The knowledge of God is very far from the love of Him.


Harelip Prayers

Every Sunday morning the Christian radio station in Waterloo broadcasts the live service of a small church in the area. When we had band practice before church, Matt usually picked me up right as this church’s band was playing. As we scanned the stations, we’d sometimes go right past their service, but other times we’d stop to listen for a few minutes.

One day as we listened, Matt’s nine-year-old son Ben, in his refreshing youthful transparency, said what Matt and I were both thinking: “These guys aren’t very good.”

It was true. The sound mix was unbalanced, the singers were off-key, and the music had no dynamics. As two musicians on their way to play in their own church band, it was easy for us to be critical. Yes, we sometimes made mistakes during our set, and we weren’t always together, but we definitely didn’t sound that bad. And if we did, we wouldn’t let ourselves be broadcast on the radio for the whole city to hear.

In David James Duncan’s modern masterpiece The Brothers K, the narrator, Kincaid, recounts a story from his fictional childhood. At his church was a girl named Vera. She was a harelip, which is a slang term for someone with a cleft lip, and this gap in her lip caused a severe speech impediment.
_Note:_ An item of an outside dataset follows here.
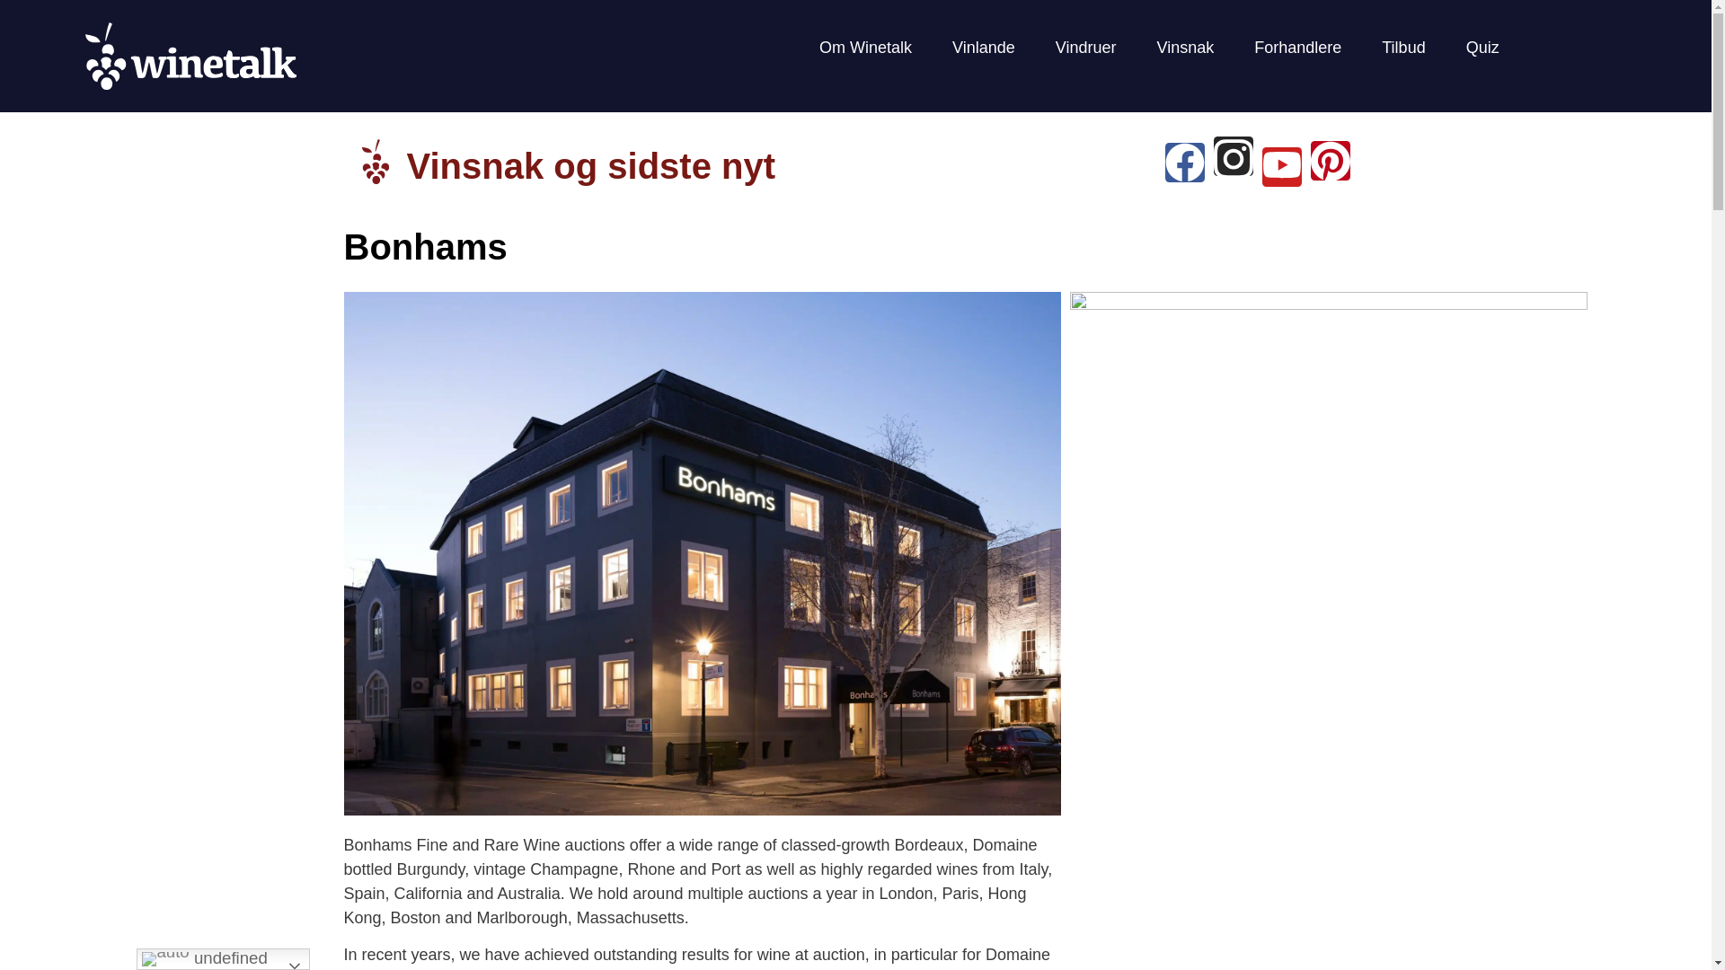 This screenshot has width=1725, height=970. What do you see at coordinates (984, 48) in the screenshot?
I see `Vinlande` at bounding box center [984, 48].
One day at the end of Sunday school, she volunteered to give the closing prayer.

Vera’s passion is juxtaposed with her garbled speech as she prays: “Oh nYeesus! Nyearest nLord! How snorely nwee need nthy mresence!” Kincaid describes how the rest of the kids began to laugh and mockingly repeat her words (“Snorely!”), but that her determination was unwavering. She continued to pray with fervency to Jesus alone, with no regard for anyone around her, her words almost unintelligible, even as the Sunday school teacher tried unsuccessfully to cut her off.
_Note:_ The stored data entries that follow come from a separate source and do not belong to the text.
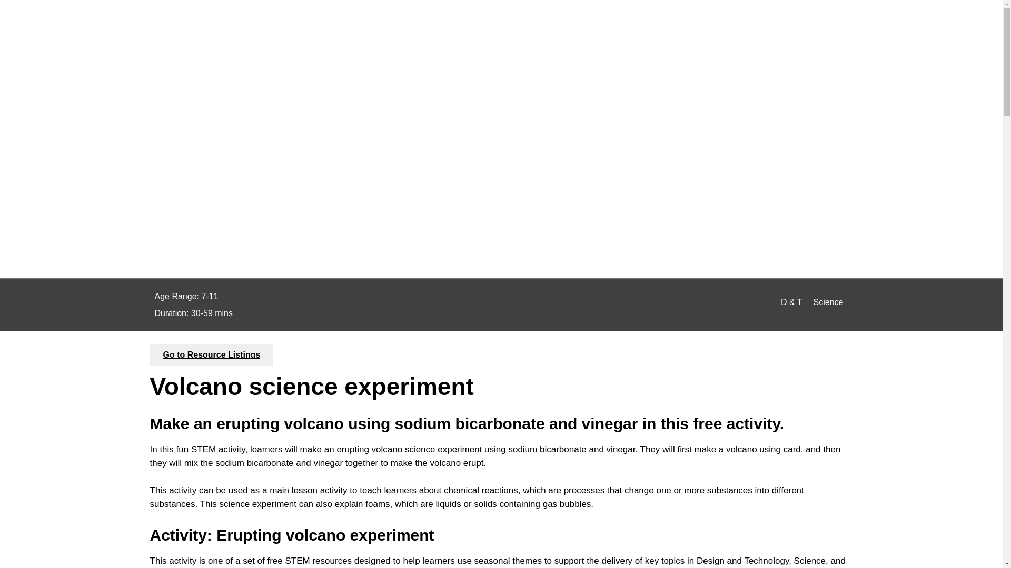 The height and width of the screenshot is (568, 1011). Describe the element at coordinates (212, 355) in the screenshot. I see `Go to Resource Listings` at that location.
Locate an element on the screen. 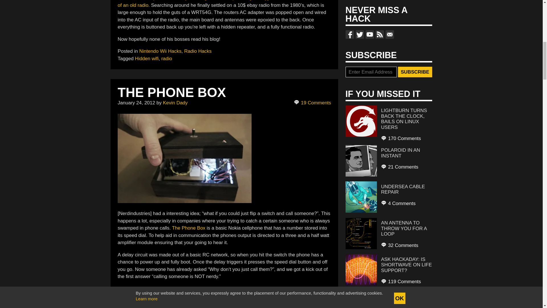 The width and height of the screenshot is (547, 308). Kevin Dady is located at coordinates (175, 103).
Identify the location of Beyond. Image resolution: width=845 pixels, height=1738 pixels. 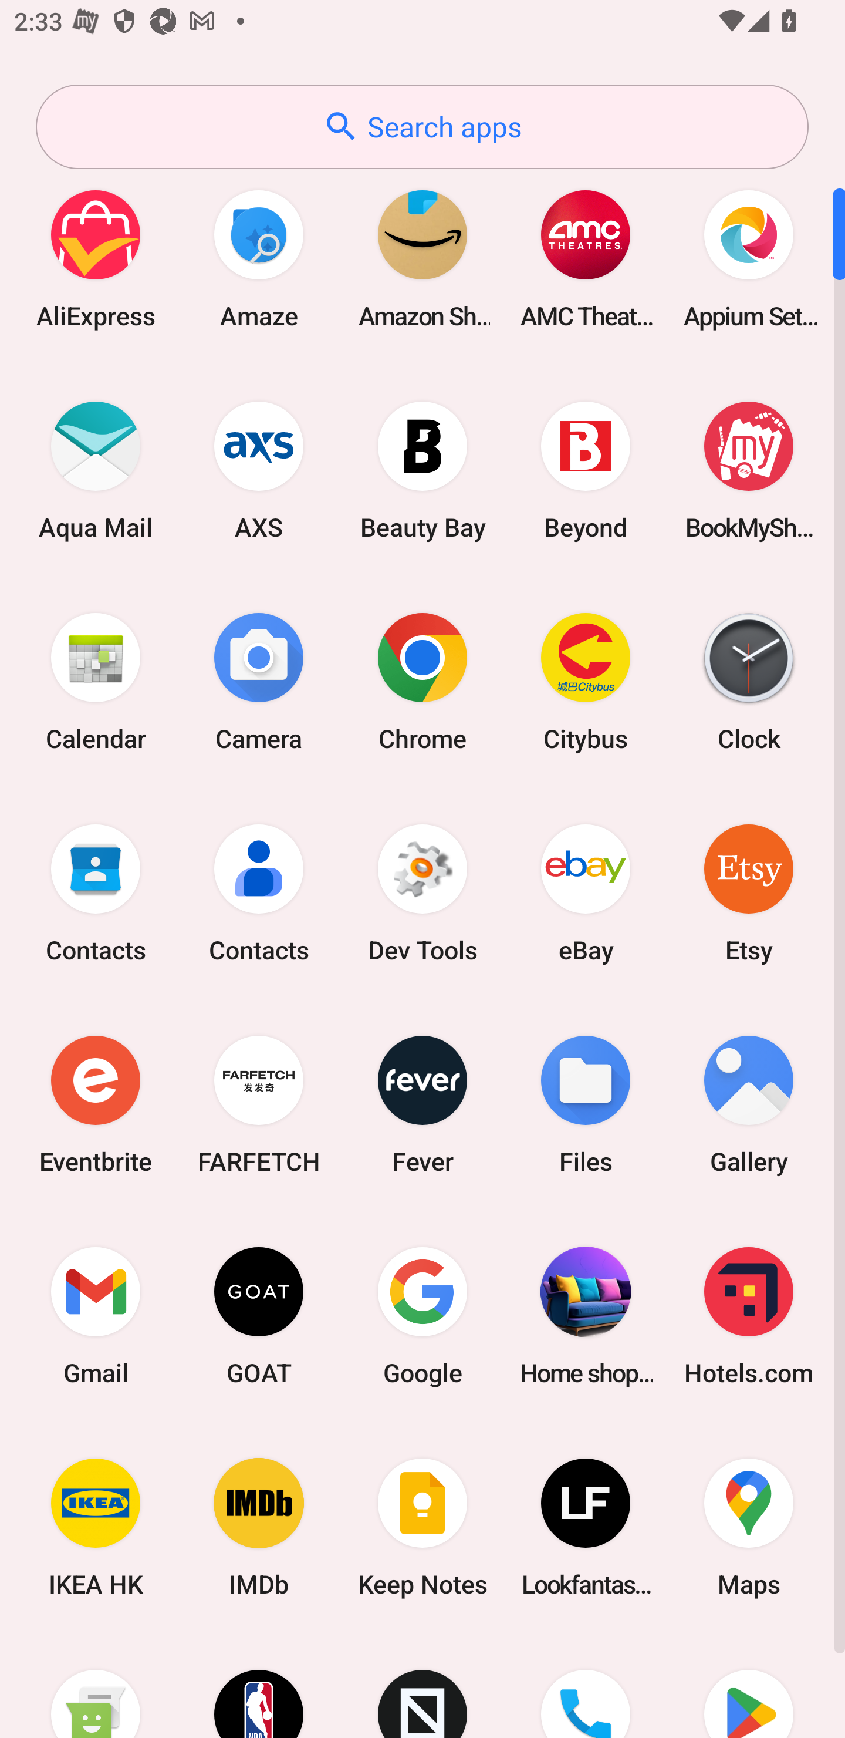
(586, 470).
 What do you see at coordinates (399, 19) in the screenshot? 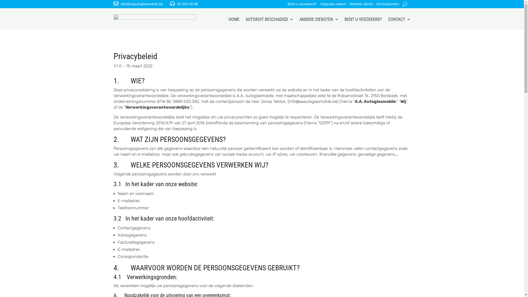
I see `CONTACT` at bounding box center [399, 19].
Let me pause and consider where I could take this. I could say that the band on the radio had the musical equivalent of a speech impediment, a cleft lip, and the lesson to be learned is that it doesn’t matter how talented you are as long as your heart is in the right place.

But that’s not the point I want to make. Not exactly.

I have to go a step farther and say that God Himself fills the chair of Kincaid in that story, and that every last one of us, without distinction, is Vera. No matter how eloquently we may speak or how beautifully we may sing, it’s all impedimented in the ears of a perfect God. It’s only our delusion that makes us believe we are better than anyone else.

Those mornings on our way to church, Matt and I got a small taste of what our band must sound like to Him. I’ve come to realize since then that what we do often obscures who we are, and that the only true test of substance is to burn away all the layers of talent so that we are as God sees us: off-key, harelipped. When we played poorly, was it still evident that we were worshipping God? If our talent was lifted from us, would there be anything left?